Go to the line containing "This screenshot has height=743, width=1322." in the records below and print it and every following line exactly, on through the line containing "What do you see at coordinates (39, 124)", then stop.

Top of RECORDS FOR THIS EXERCISE

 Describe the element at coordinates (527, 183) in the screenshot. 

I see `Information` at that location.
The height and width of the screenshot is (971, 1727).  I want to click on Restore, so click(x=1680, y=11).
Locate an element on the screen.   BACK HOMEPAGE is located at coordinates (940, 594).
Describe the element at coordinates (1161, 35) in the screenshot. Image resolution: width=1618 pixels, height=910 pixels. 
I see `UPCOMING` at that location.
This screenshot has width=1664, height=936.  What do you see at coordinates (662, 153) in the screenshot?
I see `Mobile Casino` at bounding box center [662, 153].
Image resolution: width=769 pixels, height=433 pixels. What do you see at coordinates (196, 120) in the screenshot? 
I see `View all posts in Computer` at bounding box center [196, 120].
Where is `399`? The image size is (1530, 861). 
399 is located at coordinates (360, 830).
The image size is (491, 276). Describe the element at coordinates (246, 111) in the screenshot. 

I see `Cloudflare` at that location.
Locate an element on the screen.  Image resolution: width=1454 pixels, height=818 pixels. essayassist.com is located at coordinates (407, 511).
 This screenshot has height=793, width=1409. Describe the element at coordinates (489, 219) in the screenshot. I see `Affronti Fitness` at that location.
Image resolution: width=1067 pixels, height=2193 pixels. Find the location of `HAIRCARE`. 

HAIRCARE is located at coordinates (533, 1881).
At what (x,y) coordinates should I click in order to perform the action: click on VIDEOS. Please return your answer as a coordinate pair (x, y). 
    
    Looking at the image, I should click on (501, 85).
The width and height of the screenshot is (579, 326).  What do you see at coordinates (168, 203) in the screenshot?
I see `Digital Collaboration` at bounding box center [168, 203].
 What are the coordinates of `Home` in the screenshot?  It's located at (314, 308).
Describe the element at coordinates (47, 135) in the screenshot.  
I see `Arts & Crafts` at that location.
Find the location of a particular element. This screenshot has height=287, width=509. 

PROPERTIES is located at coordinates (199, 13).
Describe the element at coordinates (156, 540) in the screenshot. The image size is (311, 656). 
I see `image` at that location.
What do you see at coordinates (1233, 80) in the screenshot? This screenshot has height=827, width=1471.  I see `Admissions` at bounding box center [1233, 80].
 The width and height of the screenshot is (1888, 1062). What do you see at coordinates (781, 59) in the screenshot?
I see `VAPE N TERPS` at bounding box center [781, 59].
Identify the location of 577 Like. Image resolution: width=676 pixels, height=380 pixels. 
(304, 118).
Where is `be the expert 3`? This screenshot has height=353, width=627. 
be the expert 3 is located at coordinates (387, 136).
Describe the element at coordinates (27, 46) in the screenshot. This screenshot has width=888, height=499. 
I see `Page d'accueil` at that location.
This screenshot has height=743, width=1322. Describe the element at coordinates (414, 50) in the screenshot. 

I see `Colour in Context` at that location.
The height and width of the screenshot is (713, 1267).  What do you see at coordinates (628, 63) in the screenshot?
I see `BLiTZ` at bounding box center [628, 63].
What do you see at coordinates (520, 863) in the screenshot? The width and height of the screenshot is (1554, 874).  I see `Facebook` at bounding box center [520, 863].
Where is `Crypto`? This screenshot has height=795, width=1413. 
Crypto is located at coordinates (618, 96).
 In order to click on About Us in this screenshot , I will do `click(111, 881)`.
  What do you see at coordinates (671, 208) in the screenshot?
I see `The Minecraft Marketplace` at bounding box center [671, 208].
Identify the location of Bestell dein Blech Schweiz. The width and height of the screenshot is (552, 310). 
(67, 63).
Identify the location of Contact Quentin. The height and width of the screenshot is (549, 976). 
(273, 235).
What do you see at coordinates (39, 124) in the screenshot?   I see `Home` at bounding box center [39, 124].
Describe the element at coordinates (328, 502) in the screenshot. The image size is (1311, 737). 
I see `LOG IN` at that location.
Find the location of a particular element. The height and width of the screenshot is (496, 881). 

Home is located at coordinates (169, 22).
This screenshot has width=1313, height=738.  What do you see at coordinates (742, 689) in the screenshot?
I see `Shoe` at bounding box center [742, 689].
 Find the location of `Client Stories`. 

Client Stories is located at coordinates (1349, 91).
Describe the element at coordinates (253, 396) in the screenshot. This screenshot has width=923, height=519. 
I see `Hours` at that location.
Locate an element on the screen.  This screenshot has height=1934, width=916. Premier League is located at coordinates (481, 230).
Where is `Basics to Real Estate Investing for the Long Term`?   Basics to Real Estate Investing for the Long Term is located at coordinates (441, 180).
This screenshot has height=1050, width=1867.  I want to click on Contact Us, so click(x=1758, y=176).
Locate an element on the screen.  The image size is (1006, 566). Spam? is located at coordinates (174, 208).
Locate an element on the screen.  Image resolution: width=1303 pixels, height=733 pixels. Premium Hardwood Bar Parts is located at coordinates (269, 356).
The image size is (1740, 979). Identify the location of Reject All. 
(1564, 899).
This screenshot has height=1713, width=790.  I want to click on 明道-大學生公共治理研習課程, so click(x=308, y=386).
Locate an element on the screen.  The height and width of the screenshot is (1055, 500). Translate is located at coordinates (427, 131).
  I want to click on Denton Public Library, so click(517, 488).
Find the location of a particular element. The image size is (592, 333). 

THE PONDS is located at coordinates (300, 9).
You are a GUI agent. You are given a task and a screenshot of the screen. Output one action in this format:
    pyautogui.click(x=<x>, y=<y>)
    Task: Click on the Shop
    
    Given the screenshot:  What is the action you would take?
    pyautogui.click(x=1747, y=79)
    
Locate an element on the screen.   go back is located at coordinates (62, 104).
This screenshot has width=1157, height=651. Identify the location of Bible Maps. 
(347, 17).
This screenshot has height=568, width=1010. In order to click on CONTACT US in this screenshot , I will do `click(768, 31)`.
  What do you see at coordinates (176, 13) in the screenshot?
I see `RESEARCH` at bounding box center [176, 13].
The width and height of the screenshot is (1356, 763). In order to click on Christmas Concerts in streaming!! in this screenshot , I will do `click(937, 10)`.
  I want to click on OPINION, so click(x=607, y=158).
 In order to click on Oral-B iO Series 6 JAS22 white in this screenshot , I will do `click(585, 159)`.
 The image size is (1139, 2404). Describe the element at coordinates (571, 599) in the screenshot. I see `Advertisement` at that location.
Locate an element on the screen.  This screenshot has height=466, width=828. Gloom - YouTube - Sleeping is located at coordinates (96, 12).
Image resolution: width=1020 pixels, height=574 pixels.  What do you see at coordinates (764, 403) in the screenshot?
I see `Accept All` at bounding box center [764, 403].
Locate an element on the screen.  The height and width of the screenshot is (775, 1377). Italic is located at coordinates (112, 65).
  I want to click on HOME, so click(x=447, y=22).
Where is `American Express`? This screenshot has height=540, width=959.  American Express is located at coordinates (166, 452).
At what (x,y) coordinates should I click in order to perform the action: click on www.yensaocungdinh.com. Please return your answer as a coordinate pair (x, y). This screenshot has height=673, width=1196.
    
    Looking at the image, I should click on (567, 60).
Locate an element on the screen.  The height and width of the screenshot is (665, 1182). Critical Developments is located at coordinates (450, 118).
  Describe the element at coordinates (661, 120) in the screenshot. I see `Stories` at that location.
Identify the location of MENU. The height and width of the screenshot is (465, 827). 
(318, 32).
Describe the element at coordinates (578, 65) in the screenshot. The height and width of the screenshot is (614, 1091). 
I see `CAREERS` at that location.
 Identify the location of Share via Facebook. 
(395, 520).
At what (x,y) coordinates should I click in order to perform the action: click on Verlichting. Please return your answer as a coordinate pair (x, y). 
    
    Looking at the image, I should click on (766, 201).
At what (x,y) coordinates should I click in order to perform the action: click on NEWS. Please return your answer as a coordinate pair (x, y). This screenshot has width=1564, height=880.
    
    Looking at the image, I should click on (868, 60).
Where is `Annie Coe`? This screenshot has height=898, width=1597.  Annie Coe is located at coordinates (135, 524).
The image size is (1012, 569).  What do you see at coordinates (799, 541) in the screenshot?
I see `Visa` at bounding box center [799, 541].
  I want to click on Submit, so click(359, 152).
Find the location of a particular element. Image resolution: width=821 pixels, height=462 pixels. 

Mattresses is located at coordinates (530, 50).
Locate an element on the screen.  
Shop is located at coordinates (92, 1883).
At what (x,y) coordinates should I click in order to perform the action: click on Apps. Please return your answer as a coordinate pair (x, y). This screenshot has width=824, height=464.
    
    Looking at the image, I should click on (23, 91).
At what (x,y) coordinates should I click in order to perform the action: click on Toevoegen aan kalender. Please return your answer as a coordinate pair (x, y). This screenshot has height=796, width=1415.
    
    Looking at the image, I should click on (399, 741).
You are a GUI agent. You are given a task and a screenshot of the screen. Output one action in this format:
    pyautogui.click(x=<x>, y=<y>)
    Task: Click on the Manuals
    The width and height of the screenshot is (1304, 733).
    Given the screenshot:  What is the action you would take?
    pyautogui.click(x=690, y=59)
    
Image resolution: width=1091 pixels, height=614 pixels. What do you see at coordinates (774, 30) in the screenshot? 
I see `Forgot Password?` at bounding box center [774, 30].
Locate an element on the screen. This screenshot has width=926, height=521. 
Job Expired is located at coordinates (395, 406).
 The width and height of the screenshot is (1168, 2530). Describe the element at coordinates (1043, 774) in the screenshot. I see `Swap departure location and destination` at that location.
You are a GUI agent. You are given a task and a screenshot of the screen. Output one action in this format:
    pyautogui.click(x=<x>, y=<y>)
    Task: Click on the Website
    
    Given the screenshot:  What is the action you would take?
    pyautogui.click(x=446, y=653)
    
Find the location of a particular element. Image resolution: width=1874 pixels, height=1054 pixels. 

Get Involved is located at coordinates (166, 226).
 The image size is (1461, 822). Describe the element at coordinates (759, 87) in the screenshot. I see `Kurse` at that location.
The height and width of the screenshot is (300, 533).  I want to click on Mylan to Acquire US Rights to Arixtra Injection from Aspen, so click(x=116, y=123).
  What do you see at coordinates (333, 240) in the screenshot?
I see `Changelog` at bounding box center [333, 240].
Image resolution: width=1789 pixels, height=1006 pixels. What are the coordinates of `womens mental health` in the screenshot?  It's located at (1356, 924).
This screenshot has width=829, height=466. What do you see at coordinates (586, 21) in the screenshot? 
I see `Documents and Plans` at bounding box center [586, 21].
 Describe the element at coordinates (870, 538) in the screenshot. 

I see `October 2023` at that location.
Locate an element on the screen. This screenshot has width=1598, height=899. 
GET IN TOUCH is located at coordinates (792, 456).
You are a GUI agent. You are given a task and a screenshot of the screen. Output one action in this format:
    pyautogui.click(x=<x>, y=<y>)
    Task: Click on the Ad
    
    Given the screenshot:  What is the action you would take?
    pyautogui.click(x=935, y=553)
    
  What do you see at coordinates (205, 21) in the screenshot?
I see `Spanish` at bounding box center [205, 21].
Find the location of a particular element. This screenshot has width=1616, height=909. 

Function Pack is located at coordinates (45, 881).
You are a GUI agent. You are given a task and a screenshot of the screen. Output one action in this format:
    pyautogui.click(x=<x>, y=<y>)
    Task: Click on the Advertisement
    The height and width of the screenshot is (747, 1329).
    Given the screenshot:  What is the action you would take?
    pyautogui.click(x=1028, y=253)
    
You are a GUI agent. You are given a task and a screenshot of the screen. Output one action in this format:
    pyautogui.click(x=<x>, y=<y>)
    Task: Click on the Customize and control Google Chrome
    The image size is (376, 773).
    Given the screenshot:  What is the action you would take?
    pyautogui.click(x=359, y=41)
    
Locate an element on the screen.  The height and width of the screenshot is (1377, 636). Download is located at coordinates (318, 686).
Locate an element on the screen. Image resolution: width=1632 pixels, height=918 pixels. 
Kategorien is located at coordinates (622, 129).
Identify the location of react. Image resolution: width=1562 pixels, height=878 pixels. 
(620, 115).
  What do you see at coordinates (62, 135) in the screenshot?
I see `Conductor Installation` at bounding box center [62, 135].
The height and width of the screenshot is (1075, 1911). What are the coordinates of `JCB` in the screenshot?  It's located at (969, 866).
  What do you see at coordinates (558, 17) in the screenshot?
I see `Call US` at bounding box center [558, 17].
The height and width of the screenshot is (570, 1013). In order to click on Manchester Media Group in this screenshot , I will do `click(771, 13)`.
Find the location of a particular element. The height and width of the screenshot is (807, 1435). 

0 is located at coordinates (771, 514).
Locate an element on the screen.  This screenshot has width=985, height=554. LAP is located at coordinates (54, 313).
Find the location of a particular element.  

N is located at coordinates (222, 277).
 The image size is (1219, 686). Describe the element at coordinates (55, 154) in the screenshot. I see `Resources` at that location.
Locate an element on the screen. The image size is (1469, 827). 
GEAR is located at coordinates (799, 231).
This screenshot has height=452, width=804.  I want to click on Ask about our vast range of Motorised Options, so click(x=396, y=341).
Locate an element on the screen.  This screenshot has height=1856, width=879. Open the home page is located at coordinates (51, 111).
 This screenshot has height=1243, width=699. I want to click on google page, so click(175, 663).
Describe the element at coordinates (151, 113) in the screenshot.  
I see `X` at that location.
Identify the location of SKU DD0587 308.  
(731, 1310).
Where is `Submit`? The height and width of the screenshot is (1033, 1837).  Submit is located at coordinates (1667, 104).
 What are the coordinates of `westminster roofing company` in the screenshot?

Bottom of RECORDS FOR THIS EXERCISE

• _REPLY TO THE EXERCISE_:
This screenshot has height=743, width=1322. Describe the element at coordinates (414, 50) in the screenshot. 

I see `Colour in Context` at that location.
The height and width of the screenshot is (713, 1267).  What do you see at coordinates (628, 63) in the screenshot?
I see `BLiTZ` at bounding box center [628, 63].
What do you see at coordinates (520, 863) in the screenshot? The width and height of the screenshot is (1554, 874).  I see `Facebook` at bounding box center [520, 863].
Where is `Crypto`? This screenshot has height=795, width=1413. 
Crypto is located at coordinates (618, 96).
 In order to click on About Us in this screenshot , I will do `click(111, 881)`.
  What do you see at coordinates (671, 208) in the screenshot?
I see `The Minecraft Marketplace` at bounding box center [671, 208].
Identify the location of Bestell dein Blech Schweiz. The width and height of the screenshot is (552, 310). 
(67, 63).
Identify the location of Contact Quentin. The height and width of the screenshot is (549, 976). 
(273, 235).
What do you see at coordinates (39, 124) in the screenshot?   I see `Home` at bounding box center [39, 124].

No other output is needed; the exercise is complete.